Koji Igarashi has been hard at work on a new Metroidvania game, "Bloodstained: Ritual of the Night" since 2015. He left Konami in 2014 after a few years of creative frustration (he's not the only developer who has had a less-than-great break with the company). Igarashi turned to Kickstarter for funding. At $5.5 million in backing, "Bloodstained" briefly held the record for the most money raised for a video game on the platform. It looks a lot like "Castlevania" — so much so that Igarashi and his team will have to be careful about the monsters and ghouls they include — and it's due out in 2018.

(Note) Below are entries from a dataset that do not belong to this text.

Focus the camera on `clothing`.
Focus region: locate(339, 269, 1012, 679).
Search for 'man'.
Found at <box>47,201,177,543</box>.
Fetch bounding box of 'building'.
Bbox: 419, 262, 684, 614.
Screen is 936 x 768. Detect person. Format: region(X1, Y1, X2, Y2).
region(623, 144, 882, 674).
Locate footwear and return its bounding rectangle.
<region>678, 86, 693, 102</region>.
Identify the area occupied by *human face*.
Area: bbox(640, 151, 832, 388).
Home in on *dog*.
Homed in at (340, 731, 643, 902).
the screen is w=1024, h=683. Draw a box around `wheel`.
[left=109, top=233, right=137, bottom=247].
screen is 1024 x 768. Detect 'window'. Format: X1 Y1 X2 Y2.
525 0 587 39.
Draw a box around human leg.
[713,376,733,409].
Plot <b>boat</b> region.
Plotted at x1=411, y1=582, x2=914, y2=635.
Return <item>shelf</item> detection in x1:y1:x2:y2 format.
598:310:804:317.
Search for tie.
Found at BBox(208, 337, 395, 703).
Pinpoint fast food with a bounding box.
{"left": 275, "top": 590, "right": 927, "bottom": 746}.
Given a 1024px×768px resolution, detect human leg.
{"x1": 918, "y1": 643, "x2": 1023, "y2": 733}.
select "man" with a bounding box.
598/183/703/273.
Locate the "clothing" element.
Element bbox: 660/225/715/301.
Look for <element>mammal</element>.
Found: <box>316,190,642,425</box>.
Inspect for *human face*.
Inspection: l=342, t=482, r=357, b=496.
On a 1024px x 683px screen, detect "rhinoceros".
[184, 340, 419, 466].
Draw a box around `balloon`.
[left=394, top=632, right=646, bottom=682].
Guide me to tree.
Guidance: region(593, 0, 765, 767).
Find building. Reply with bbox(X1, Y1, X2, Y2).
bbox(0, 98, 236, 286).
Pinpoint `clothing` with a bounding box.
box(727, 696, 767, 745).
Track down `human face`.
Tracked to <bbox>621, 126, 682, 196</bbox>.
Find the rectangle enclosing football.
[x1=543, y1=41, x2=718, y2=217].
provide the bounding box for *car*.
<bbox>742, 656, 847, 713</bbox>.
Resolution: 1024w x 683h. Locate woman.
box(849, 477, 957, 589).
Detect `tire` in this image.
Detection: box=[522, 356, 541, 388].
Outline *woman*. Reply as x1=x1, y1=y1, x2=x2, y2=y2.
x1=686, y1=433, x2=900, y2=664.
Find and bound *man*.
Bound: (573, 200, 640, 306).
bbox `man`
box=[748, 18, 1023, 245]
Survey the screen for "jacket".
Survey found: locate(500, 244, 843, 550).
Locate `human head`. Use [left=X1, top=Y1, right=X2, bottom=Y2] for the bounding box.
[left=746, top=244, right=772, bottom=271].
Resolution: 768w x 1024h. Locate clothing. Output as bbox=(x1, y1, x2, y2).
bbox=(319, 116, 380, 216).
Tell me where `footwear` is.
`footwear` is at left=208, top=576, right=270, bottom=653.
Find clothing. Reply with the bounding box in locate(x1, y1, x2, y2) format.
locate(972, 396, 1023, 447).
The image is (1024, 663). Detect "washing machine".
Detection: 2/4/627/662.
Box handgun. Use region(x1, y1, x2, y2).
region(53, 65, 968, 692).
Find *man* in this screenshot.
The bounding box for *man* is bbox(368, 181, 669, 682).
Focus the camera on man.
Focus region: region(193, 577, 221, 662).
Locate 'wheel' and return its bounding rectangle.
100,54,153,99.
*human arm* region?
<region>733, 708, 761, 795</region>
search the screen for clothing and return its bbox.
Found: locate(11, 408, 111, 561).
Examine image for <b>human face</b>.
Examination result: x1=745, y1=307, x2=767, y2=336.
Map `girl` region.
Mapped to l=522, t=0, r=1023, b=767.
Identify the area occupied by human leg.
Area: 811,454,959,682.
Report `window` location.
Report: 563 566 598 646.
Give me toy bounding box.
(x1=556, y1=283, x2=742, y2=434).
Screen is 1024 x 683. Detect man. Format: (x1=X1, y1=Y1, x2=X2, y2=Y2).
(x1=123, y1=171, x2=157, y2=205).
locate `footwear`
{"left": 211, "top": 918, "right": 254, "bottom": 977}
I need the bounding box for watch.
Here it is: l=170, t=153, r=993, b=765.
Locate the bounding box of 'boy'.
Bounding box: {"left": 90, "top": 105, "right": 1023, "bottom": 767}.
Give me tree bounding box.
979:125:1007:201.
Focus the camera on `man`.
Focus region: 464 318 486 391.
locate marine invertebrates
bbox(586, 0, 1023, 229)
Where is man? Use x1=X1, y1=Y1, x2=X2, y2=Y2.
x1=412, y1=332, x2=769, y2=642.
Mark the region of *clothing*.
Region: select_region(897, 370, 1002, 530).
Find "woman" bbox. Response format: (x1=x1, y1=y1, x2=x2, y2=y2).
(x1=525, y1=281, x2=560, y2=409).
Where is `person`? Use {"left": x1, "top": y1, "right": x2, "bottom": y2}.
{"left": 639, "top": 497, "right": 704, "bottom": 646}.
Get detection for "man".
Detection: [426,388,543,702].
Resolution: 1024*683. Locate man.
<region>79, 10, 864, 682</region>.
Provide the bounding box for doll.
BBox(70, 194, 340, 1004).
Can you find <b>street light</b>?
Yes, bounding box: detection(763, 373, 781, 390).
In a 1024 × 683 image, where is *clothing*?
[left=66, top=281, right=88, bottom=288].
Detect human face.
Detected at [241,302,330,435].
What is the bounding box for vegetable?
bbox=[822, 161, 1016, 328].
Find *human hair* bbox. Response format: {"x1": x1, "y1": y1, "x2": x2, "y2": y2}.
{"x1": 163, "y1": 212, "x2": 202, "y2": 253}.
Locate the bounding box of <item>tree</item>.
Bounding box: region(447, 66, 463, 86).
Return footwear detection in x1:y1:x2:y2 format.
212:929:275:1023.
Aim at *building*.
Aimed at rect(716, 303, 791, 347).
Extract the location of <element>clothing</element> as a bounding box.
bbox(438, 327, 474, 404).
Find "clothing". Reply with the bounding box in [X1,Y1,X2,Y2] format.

Indie teams are certainly going to keep making Metroidvanias and smashing the genre's tenets up with other gameplay elements for years to come. Whether we'll see more installments in the series that popularized the genre remains to be seen, but it's cool to know there are already so many good ones out there to play. If Nintendo actually makes enough Super Nintendo Classics to meet demand, lots of kids are going to get their first crack at "Super Metroid" very soon. Here's hoping they have as much fun with it as kids of the '90s did.

1

Okay, Luigi's had to explore a couple haunted mansions — I guess those aren't cheery.

2

F-Zero and Starfox fans, please don't @ me.

3

For instance, you won't find a Metroidvania/Roguelike hybrid on this list. That's probably a little too much cross pollination for someone who's just dipping their toe in.

4

The new game "Metroid: Samus Returns" is total overhaul of the Game Boy game, originally titled "Metroid 2: Return of Samus."

5

Many cite 1985's "Brain Breaker" as the earliest Metroidvania style game — at the very least, it is an open-world sidescroller.

6

Famously, the mini-boss "Spore Spawn" is skipped in most runs and can even be skipped in a 100% run, as the item the boss guards is not tied to its defeat.

7

The author will note, not without some small pride, that he can beat "Zero Mission" in under two hours (which isn't that impressive of a time at all, but still).

8

Still, no in-game map. It took designers a while to learn.

9

Some "Castlevania" fans use IGAvania in place of Metroidvania, either to refer to the games he worked on or to include ones that borrow heavily from "Symphony of the Night."

10

There was "Metroid: Other M" in 2010, a 2D-3D hybrid, but all you need to know about that game is that it's best experienced as a "movie" with some MST3K style commentary on it. The YouTube channel Retsupurae did a great job roasting it.